To be a
student there was both an indication of superiority and a means to
proficiency. Rabbi Hayyim did away with the "Tag-essen," or "Freitisch"
custom, and introduced a stipendiary system in its stead, thus fostering
the self-respect of the students. But they did not as a rule require
much to satisfy them with their lot. They came to Volozhin "to learn,"
and they well knew the Talmudic statement, that "no one can attain
eminence in the Torah unless he is willing to die for its sake."
Rabbi Hayyim was succeeded by his son Rabbi Isaac, who united knowledge
of secular subjects with profound Talmudic erudition, was active in
worldly affairs, and played a prominent part in the Jewish history of
his day. He was of the leading spirits who, in 1842, attended the
rabbinical conference at St. Petersburg convoked by Nicholas I. The
number of students increased under his leadership, according to
Lilienthal, to three hundred. But Rabbi Isaac became so engrossed in
public affairs that he found he could no longer do justice to his
position. His two sons-in-law, therefore, took his place, and when the
older died, in 1854, Rabbi Naphtali Zebi Judah Berlin (1817-1893)
entered on his useful career, unbroken for forty years, as the dean of
the greatest seat of learning in the Diaspora.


**Exercise**
Report each line of the entries below that has the word "opening" in it.

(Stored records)
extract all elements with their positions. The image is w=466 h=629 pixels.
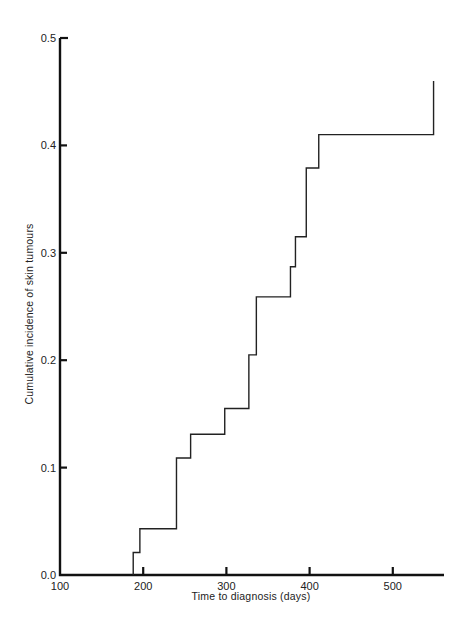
x-tick-label: 500 bbox=[384, 580, 402, 592]
y-axis-label: Cumulative incidence of skin tumours bbox=[23, 223, 35, 404]
y-tick-label: 0.4 bbox=[41, 139, 56, 151]
y-tick-label: 0.1 bbox=[41, 462, 56, 474]
cumulative-incidence-step-line bbox=[133, 81, 433, 575]
x-tick-label: 200 bbox=[134, 580, 152, 592]
plot-area: 0.00.10.20.30.40.5100200300400500 bbox=[41, 32, 444, 592]
x-tick-label: 100 bbox=[51, 580, 69, 592]
y-tick-label: 0.3 bbox=[41, 247, 56, 259]
axes bbox=[60, 38, 444, 575]
y-tick-label: 0.2 bbox=[41, 354, 56, 366]
y-tick-label: 0.5 bbox=[41, 32, 56, 44]
chart: 0.00.10.20.30.40.5100200300400500 Cumula… bbox=[0, 0, 466, 629]
x-axis-label: Time to diagnosis (days) bbox=[192, 590, 311, 602]
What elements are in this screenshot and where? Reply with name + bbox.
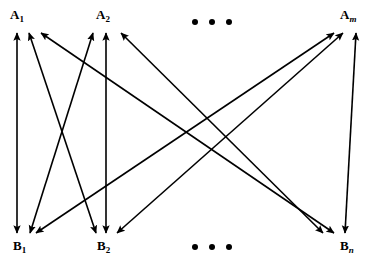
- ellipsis-dot: [192, 244, 198, 250]
- ellipsis-dot: [226, 19, 232, 25]
- node-label-b2: B2: [97, 239, 110, 252]
- node-subscript-b2: 2: [106, 245, 111, 255]
- ellipsis-dot: [192, 19, 198, 25]
- node-label-b1: B1: [13, 239, 26, 252]
- bottom-ellipsis: [192, 244, 232, 250]
- node-base-am: A: [340, 7, 349, 22]
- node-base-a2: A: [96, 7, 105, 22]
- ellipsis-dot: [209, 19, 215, 25]
- node-label-a2: A2: [96, 8, 110, 21]
- node-label-a1: A1: [10, 8, 24, 21]
- node-label-bn: Bn: [340, 239, 354, 252]
- graph-edge-am-bn: [345, 33, 356, 233]
- node-subscript-bn: n: [349, 245, 354, 255]
- graph-edges-svg: [0, 0, 371, 266]
- node-base-a1: A: [10, 7, 19, 22]
- node-base-bn: B: [340, 238, 349, 253]
- ellipsis-dot: [226, 244, 232, 250]
- node-subscript-a2: 2: [105, 14, 110, 24]
- node-base-b2: B: [97, 238, 106, 253]
- ellipsis-dot: [209, 244, 215, 250]
- node-subscript-am: m: [349, 14, 356, 24]
- bipartite-graph-diagram: A1 A2 Am B1 B2 Bn: [0, 0, 371, 266]
- node-label-am: Am: [340, 8, 356, 21]
- node-subscript-b1: 1: [22, 245, 27, 255]
- edge-group: [17, 33, 356, 233]
- node-base-b1: B: [13, 238, 22, 253]
- top-ellipsis: [192, 19, 232, 25]
- node-subscript-a1: 1: [19, 14, 24, 24]
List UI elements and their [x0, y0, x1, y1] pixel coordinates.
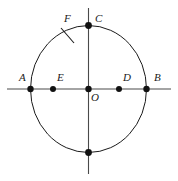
- point-dot-e: [50, 86, 56, 92]
- point-label-e: E: [57, 72, 64, 83]
- point-label-d: D: [123, 72, 131, 83]
- point-dot-b: [143, 86, 149, 92]
- figure-canvas: [0, 0, 178, 181]
- point-dot-d: [116, 86, 122, 92]
- point-dot-a: [27, 86, 33, 92]
- point-dot-c: [85, 22, 92, 29]
- point-label-o: O: [91, 92, 99, 103]
- point-label-a: A: [19, 72, 26, 83]
- point-label-f: F: [64, 13, 71, 24]
- point-label-c: C: [95, 13, 102, 24]
- point-label-b: B: [154, 72, 161, 83]
- point-dot-s: [85, 149, 92, 156]
- geometry-figure: AEODBCF: [0, 0, 178, 181]
- arc-tick-mark: [61, 28, 74, 43]
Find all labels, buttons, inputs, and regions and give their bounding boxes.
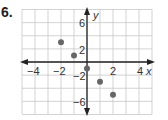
data-point xyxy=(84,66,90,72)
coordinate-plane: y x −4 −2 2 4 6 2 −2 −6 xyxy=(0,0,168,120)
x-axis-label: x xyxy=(145,65,152,77)
data-point xyxy=(110,92,116,98)
data-point xyxy=(97,79,103,85)
y-axis-label: y xyxy=(92,9,100,21)
x-tick-label: −4 xyxy=(27,65,40,77)
y-tick-label: 2 xyxy=(79,44,85,56)
x-tick-label: 2 xyxy=(110,65,116,77)
data-point xyxy=(58,39,64,45)
x-tick-label: −2 xyxy=(53,65,66,77)
x-tick-label: 4 xyxy=(137,65,143,77)
y-tick-label: 6 xyxy=(79,17,85,29)
y-tick-label: −6 xyxy=(73,96,86,108)
data-point xyxy=(71,52,77,58)
y-tick-label: −2 xyxy=(73,70,86,82)
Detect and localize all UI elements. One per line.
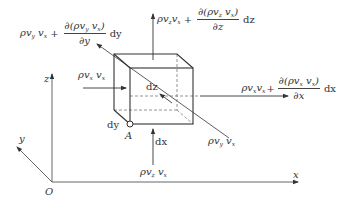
x-outflow-expression-body: ρvxvx + ∂(ρvx vx) ∂x dx xyxy=(241,75,336,101)
point-a-label: A xyxy=(125,131,132,141)
y-inflow-label: ρvy vx xyxy=(208,136,235,147)
dy-label: dy xyxy=(107,120,119,130)
dz-label: dz xyxy=(146,82,158,92)
diagram-canvas: z x y O A dx dy dz ρvx vx ρvz vx ρvy vx … xyxy=(0,0,338,202)
dz-pointer-arrow xyxy=(160,94,172,103)
x-inflow-label: ρvx vx xyxy=(78,70,105,81)
z-axis-label: z xyxy=(44,74,49,84)
y-axis xyxy=(17,147,52,182)
y-axis-label: y xyxy=(19,134,25,144)
x-axis-label: x xyxy=(293,170,299,180)
point-a-marker xyxy=(127,121,133,127)
dx-label: dx xyxy=(155,137,167,147)
origin-label: O xyxy=(45,187,53,197)
y-outflow-expression: ρvy vx + ∂(ρvy vx) ∂y dy xyxy=(20,20,122,46)
z-inflow-label: ρvz vx xyxy=(140,167,167,178)
z-outflow-expression: ρvzvx + ∂(ρvz vx) ∂z dz xyxy=(157,6,255,32)
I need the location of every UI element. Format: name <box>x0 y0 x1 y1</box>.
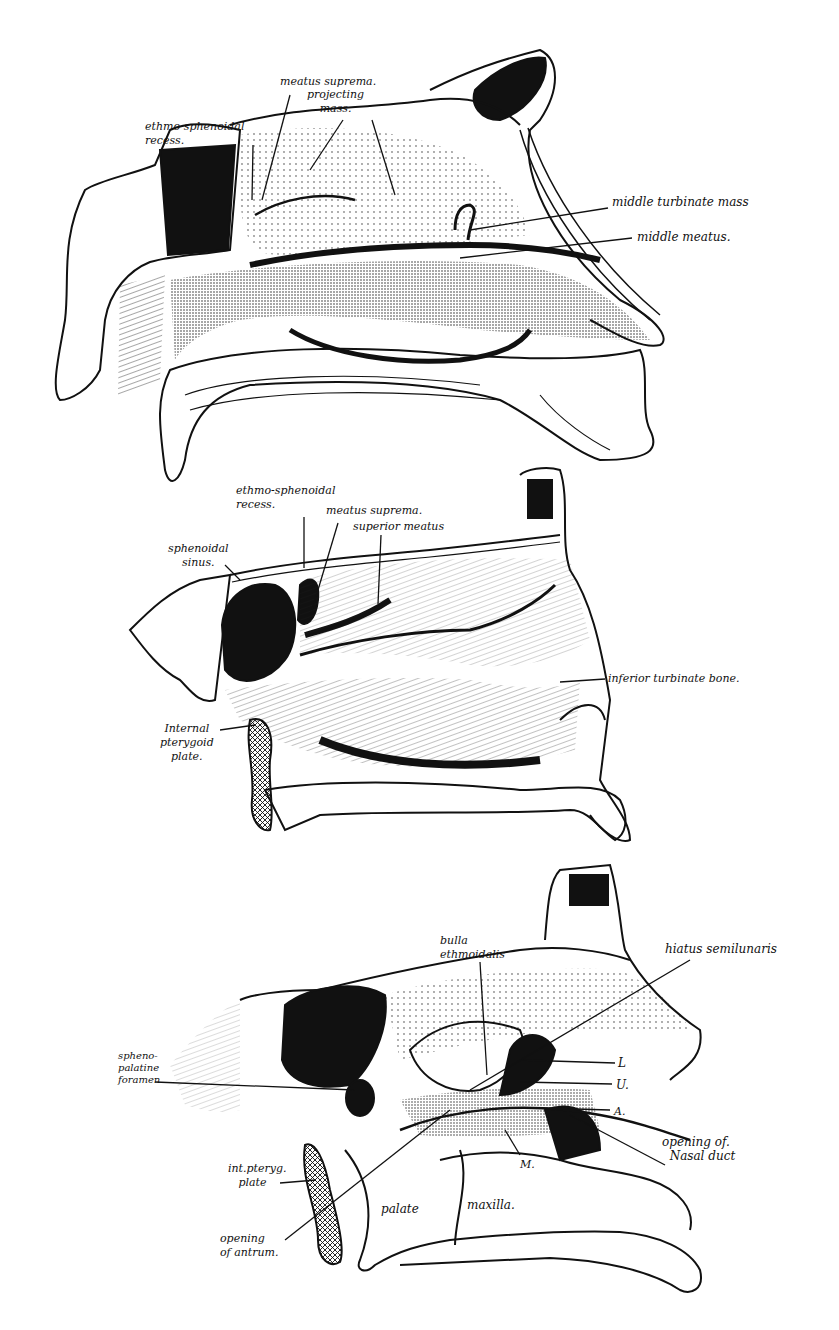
label-spheno-palatine-foramen: spheno- palatine foramen <box>118 1050 160 1086</box>
label-maxilla: maxilla. <box>467 1198 515 1212</box>
label-inferior-turbinate-bone: inferior turbinate bone. <box>608 672 739 686</box>
label-hiatus-semilunaris: hiatus semilunaris <box>665 942 777 956</box>
label-meatus-suprema-top: meatus suprema. <box>280 75 376 89</box>
label-internal-pterygoid-plate: Internal pterygoid plate. <box>160 722 214 764</box>
label-meatus-suprema-middle: meatus suprema. <box>326 504 422 518</box>
anatomical-diagram: ethmo-sphenoidal recess. meatus suprema.… <box>0 0 839 1330</box>
label-ethmo-sphenoidal-recess-middle: ethmo-sphenoidal recess. <box>236 484 335 512</box>
label-int-pteryg-plate: int.pteryg. plate <box>228 1162 287 1190</box>
label-palate: palate <box>381 1202 419 1216</box>
label-A: A. <box>614 1105 625 1119</box>
label-ethmo-sphenoidal-recess-top: ethmo-sphenoidal recess. <box>145 120 244 148</box>
label-middle-meatus: middle meatus. <box>637 230 731 244</box>
label-opening-of-antrum: opening of antrum. <box>220 1232 279 1260</box>
label-sphenoidal-sinus: sphenoidal sinus. <box>168 542 229 570</box>
label-superior-meatus: superior meatus <box>353 520 444 534</box>
label-projecting-mass: projecting mass. <box>307 88 364 116</box>
label-L: L <box>618 1056 626 1070</box>
label-M: M. <box>520 1158 535 1172</box>
label-middle-turbinate-mass: middle turbinate mass <box>612 195 749 209</box>
label-opening-of-nasal-duct: opening of. Nasal duct <box>662 1135 735 1163</box>
label-bulla-ethmoidalis: bulla ethmoidalis <box>440 934 505 962</box>
label-U: U. <box>616 1078 629 1092</box>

**Result**
label-opening-of-antrum: opening of antrum. <box>220 1232 279 1260</box>
label-opening-of-nasal-duct: opening of. Nasal duct <box>662 1135 735 1163</box>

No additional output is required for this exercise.